Building Smarter Cities

Downtown is Easier To Park, More Accessible and Increases Business

Parkofon’s mission is to build an equitable and efficient Smart City ecosystem for all residents and visitors. Our goals are to:

  • drive local economic development with easier access to busy business districts,
  • reduce infrastructure and operational costs to the municipal government,
  • improve accessibility for all population groups, and
  • reduce congestion and pollution by decreasing the number of cars looking for a space.

Efficiency to Better Serve Downtown Businesses and Customers

Parkofon offers innovative ways to collect real-time space availability data: the technology collects significant amounts of information about people’s movements and is better at predicting parking demand by observing ‘cruising’ behaviors when drivers look for parking spaces. These considerations are important when occupancy differs on the main streets and side streets while most people prefer to park closer to their destination. The balance between available parking spaces in the entire district adjacent to business and retail locations is critical for efficient mobility and parking management.

Better Accessibility for All Drivers

Americans with Disabilities Act (ADA) started a new era of increased accessibility for disabled persons. While it has hard prescriptions to accommodate mobility challenged population in public transit and off-street parking, the regulations for street and metered parking are vague.

Many cities struggle with handicapped placard abuse that negatively affects the disabled community itself by occupying designated spaces illegally. Some municipalities, such as Arlington, VA, introduced a new “All May Park, All Must Pay” policy, which dramatically reduced all-day fraudulent use of disabled placards. Other cities, such as Baltimore, MD, started programs specially designed to provide better access to parking for disabled population by allocating special spaces and updating surrounding infrastructure to serve the population.

Today, the disabled community is better served in these cities but still faces accessibility problems, such as access to pavement from a parked vehicle and payment at the meters. Since some existing meters are not ADA-compliant, parking at these spaces presents difficulty to mobility challenged people.

Parkofon seeks to address this problem by providing a contactless method of payment for parking. Since the technology is fully automated and does not require any user input to initiate a legal parking session, Parkofon is suitable to address at least the payment portion of the accessibility problem.

Reduced Cost: No Additional Meters or Infrastructure Needed

Robust parking infrastructure is expensive. For example, Washington, D.C., spent thousands of dollars to deploy the novel license plate recognition system involving more than 250 cameras, at a cost of $20,000 each. These cameras scan license plates in real time throughout the District of Columbia to guide efficient traffic management and parking. Privacy concerns are still a struggle (Klein and White, 2011).

Compared to this spending, low-cost, low-maintenance Parkofon devices can provide a much cheaper alternative. Privacy is protected by the company rather than the local government, and users sign terms and conditions at registration acknowledging all aspects of the system’s operation. With enough saturation, Parkofon can offer a much finer data at far less cost, with primary liability and data collection cost remaining with the company.

Smart City Data for Better Municipality Planning

Data analytics and real-time parking management and traffic monitoring are critical for successful implementation of Smart City strategies. Cities like Las Vegas, Pittsburg, Boston, Columbus, and Portland, often supported by the federal government, invest millions of dollars in building Smart City ecosystem for their residents and visitors.

Parkofon offers a cheaper and accurate dashboard and analytical tool to observe real-time traffic and parking occupancy without installing additional infrastructure. In essence, cameras and sensors have to be positioned outside the vehicle to capture major transportation parameters through advanced data processing algorithms. Meanwhile, Parkofon uses vehicles as part of the solution and has a ‘motion sensor’ inside the car at all times. Just like Waze receives traffic information from smartphones, Parkofon gets accurate data about vehicle’s movements and parking without the noise of people taking the smartphone with them everywhere they go (i.e. the Parkofon device is always in the car).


Exercise description:
If a line in the data holds the string "score", list it.

Input records:
----------

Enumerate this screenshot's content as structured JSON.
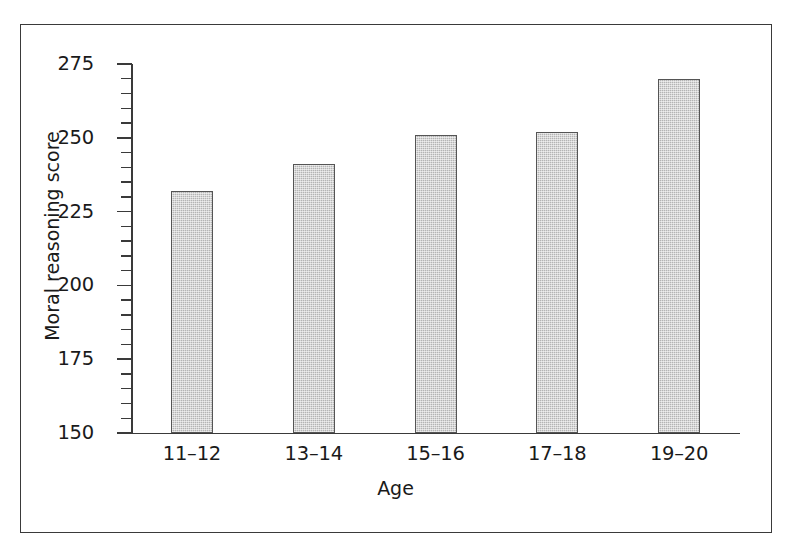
{
  "chart_data": {
    "type": "bar",
    "title": "",
    "subtitle": "",
    "xlabel": "Age",
    "ylabel": "Moral reasoning score",
    "categories": [
      "11–12",
      "13–14",
      "15–16",
      "17–18",
      "19–20"
    ],
    "values": [
      232,
      241,
      251,
      252,
      270
    ],
    "ylim": [
      150,
      275
    ],
    "ytick_labels": [
      "275",
      "250",
      "225",
      "200",
      "175",
      "150"
    ],
    "ytick_values": [
      275,
      250,
      225,
      200,
      175,
      150
    ],
    "ytick_minor_step": 5,
    "grid": false,
    "legend": null,
    "series": [
      {
        "name": "Moral reasoning score",
        "values": [
          232,
          241,
          251,
          252,
          270
        ]
      }
    ],
    "annotations": [],
    "colors": {
      "bar_fill": "#b4b4b4",
      "bar_edge": "#555555",
      "axis": "#3a3a3a",
      "text": "#1a1a1a",
      "frame": "#3a3a3a",
      "background": "#ffffff"
    }
  }
}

----------

Answer to the exercise:
    "ylabel": "Moral reasoning score",
        "name": "Moral reasoning score",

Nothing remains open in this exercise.